I do many things, I possibly even do some of them well.
In family life I'm the Husband of the Vicar in a small village that you may recognise from Midsomer Murders on ITV ("Barnaby" outside the UK). I am a parent to two children, an adult daughter with autism and severe learning disabilities and a now adult son who's training to be a priest in the Church of England.
We have two dogs. Peanut is a boy Bichon Friese whose home broke up. He's an enthusiast for walks, barking at passers by, the postman, visitors... in fact just barking in general... for dozing on the bed, for bossing his brother around, in fact he's an enthusiast for everything that matters, except baths. Blue, our other dog, is a black Labrador, he is the most Labrador of Labs (ever hungry, but one look and he'll break your heart - not that I'm soft with the boys. No way).
In not-family life, I once was a physicist (I have a PhD: Neural Network Studies of Lithofacies Classification - it would now be called "Machine Learning" - you can read it, the university got it scanned in!) but swerved to work in an office nearly 30 years ago. My employer has asked that its staff don't say who exactly they work for which makes it all sound very ominous, but it's really not - who am I to argue with that though?
Not sure how I got out of the lab: I think they left the door open.
I'm a reader by inclination and enjoy fiction, especially SFF/ weird, crime(ish), history, nonfic about places. Would love to receive such books for review, still prejudiced in favour of hardcopy (death to all trees!) but pragmatic - I'm on Netgalley and have a Kindle app and everything.
I can be reached via the gadget on the homepage, or as blue book balloon (but one word) at outlook dot com.
You can also find me on Twitter (it will always be Twitter for me, until it expires - so probably not long now) at
Increasingly I am on on Blue Sky, at
I also review on Amazon, Goodreads and Waterstones.
Also: Curator of an unruly garden, eater of soft fruit, occasional wielder of an archaeology trowel and I completed a part time masters in Public Policy at LSE.
Version history:
Created 11/3/2018
Updated 28/8/2023
David, I can't thank you enough for sticking with me from my very first days as an author - can I actually call myself that now? A very considered and generous review, if you don't mind me saying. Thank you very, very much for taking part in the Orenda booktours. Matt.
ReplyDeleteI think three published books tells its own story... it's been great to read them, and to meet you at the launch last year. And a privilege to be able to join the tours and review them too.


> **Description of the task**
Please copy each line below that contains the word "Facebook".
------------------------------------------------
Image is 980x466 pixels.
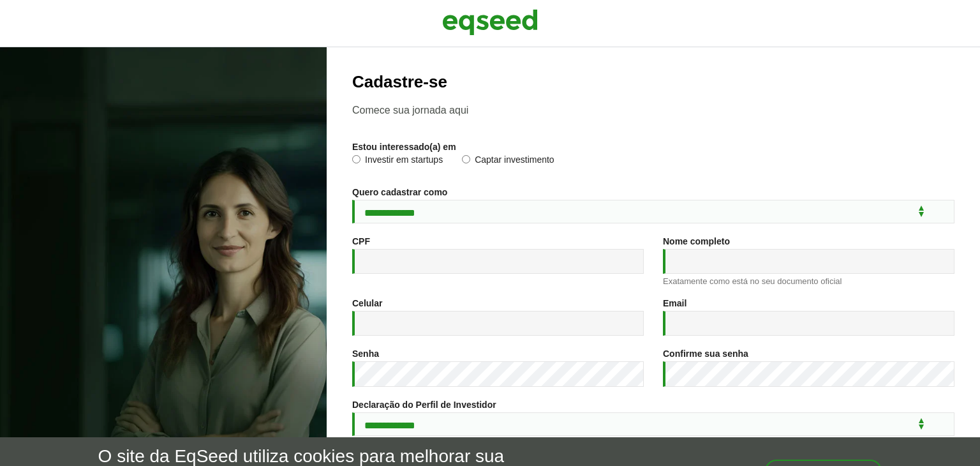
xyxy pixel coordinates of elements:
[462,155,555,168] label: Captar investimento
[663,277,955,285] div: Exatamente como está no seu documento oficial
[352,237,370,245] label: CPF
[663,237,730,245] label: Nome completo
[352,349,379,358] label: Senha
[663,299,687,308] label: Email
[663,349,748,358] label: Confirme sua senha
[352,104,955,116] p: Comece sua jornada aqui
[352,188,447,196] label: Quero cadastrar como
[352,155,442,168] label: Investir em startups
[352,155,360,163] input: Investir em startups
[352,400,496,409] label: Declaração do Perfil de Investidor
[442,7,538,39] img: EqSeed Logo
[352,142,457,151] label: Estou interessado(a) em
[352,73,955,92] h2: Cadastre-se
[462,155,471,163] input: Captar investimento
[352,299,382,308] label: Celular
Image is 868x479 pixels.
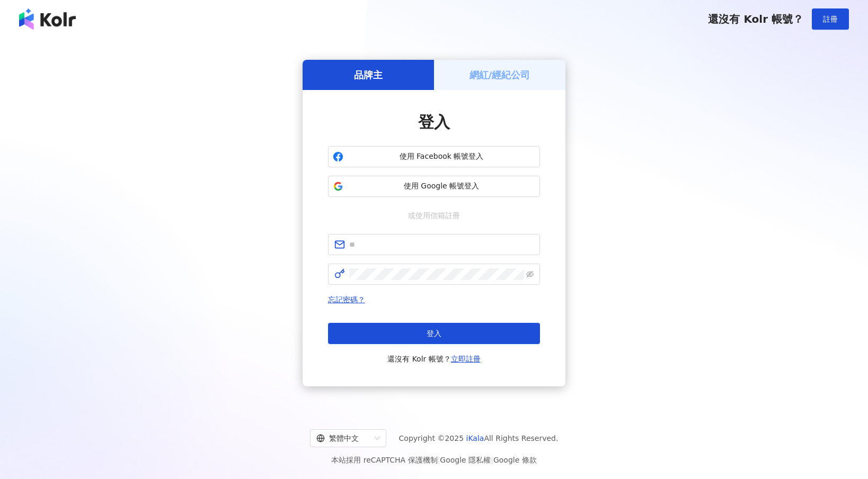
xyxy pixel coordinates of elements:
[437,456,440,464] span: |
[328,323,540,344] button: 登入
[399,432,558,444] span: Copyright © 2025 All Rights Reserved.
[328,146,540,167] button: 使用 Facebook 帳號登入
[440,456,491,464] a: Google 隱私權
[348,152,535,162] span: 使用 Facebook 帳號登入
[348,181,535,192] span: 使用 Google 帳號登入
[708,13,803,25] span: 還沒有 Kolr 帳號？
[316,430,370,447] div: 繁體中文
[331,454,536,466] span: 本站採用 reCAPTCHA 保護機制
[328,295,365,304] a: 忘記密碼？
[387,353,481,365] span: 還沒有 Kolr 帳號？
[491,456,494,464] span: |
[354,68,383,82] h5: 品牌主
[328,176,540,197] button: 使用 Google 帳號登入
[401,210,467,221] span: 或使用信箱註冊
[526,271,534,278] span: eye-invisible
[469,68,530,82] h5: 網紅/經紀公司
[494,456,537,464] a: Google 條款
[427,329,441,337] span: 登入
[418,113,450,131] span: 登入
[466,434,484,442] a: iKala
[451,355,481,363] a: 立即註冊
[823,15,837,23] span: 註冊
[19,9,76,29] img: logo
[812,9,849,29] button: 註冊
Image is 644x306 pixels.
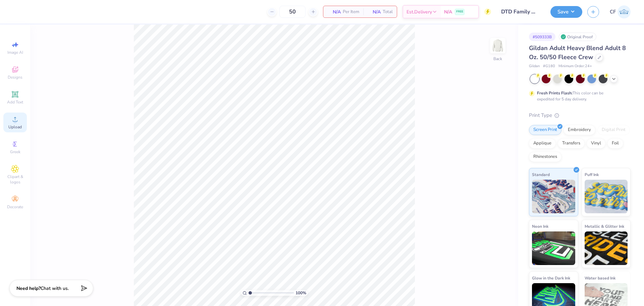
------------------------------------------------
> **Answer to the exercise**
[328,146,540,167] button: 使用 Facebook 帳號登入
[348,152,535,162] span: 使用 Facebook 帳號登入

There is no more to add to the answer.